31.8.02

A Very Good Question


The other day, a child approached me on the street and said hello. I of course responded with one or another of the customary responses to this greeting. But she--a dirt-smudged girl of about seven or so--went right on staring at me. I began to grow nervous, because you can never tell who might be a covert assassin or an undercover Avon salesbeing. I proceeded to watch the girl out of the corner of my eye and practicing various alarmed and/or frightened facial expressions, just in case I had need to put one on in a big hurry. When, after a few seconds she failed to produce a firearm or a sample case, I turned to face her again. Not knowing what else to do, I stared back, putting every square inch of my countenance into a look that would have made a schizophrenic wallaby twitch.

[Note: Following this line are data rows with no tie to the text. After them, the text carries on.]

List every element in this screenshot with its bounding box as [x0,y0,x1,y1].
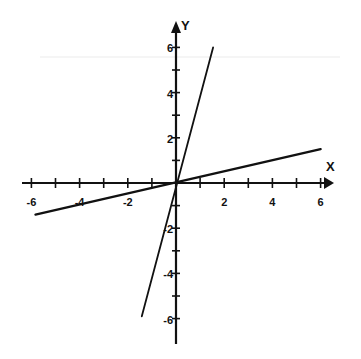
shallow-line-series [36,149,321,215]
x-axis-title: X [326,159,335,174]
x-tick-label: 2 [221,196,227,208]
y-tick-label: -4 [163,268,174,280]
data-series [36,47,321,316]
y-tick-label: -6 [163,314,173,326]
x-tick-label: 6 [318,196,324,208]
x-tick-label: -6 [27,196,37,208]
y-tick-label: 2 [167,133,173,145]
y-axis-arrow-icon [171,21,181,33]
y-axis-title: Y [181,18,190,33]
x-axis-arrow-icon [324,177,334,189]
y-tick-label: 6 [167,42,173,54]
coordinate-plane-chart: -6-4-2246642-2-4-6 X Y [0,0,361,359]
x-tick-label: 4 [269,196,276,208]
y-tick-label: 4 [167,88,174,100]
x-tick-label: -2 [123,196,133,208]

The average adult would have lost neural function. Apparently children, owing to their fundamental insanity and their 90%-sugar body chemistry, are impervious to this. So, while I attempt to reassemble my facial features, this grubby little ragamuffin grins up at me and asks, deadpan, "Are you a Mexican?" This was precisely the sort of question that I, under no circumstances, would have anticipated being asked. I gaped at her in a manner similar to that in which a goldfish might gape at the north face of the Federal Reserve building. Eventually I managed to babble, "No." I am not, in fact, either a citizen of or descended from any peoples native to that nation. Nor have I, a rather distractingly average Caucasian, ever been mistaken for anything else, save a piece of furniture once. I was fairly surprised. The girl seemed to attach no particular importance to any answer I might have given, affecting a lack of concern that bordered on catatonia. She, apparently, was just curious.
I wonder what she'd have done if I'd said yes?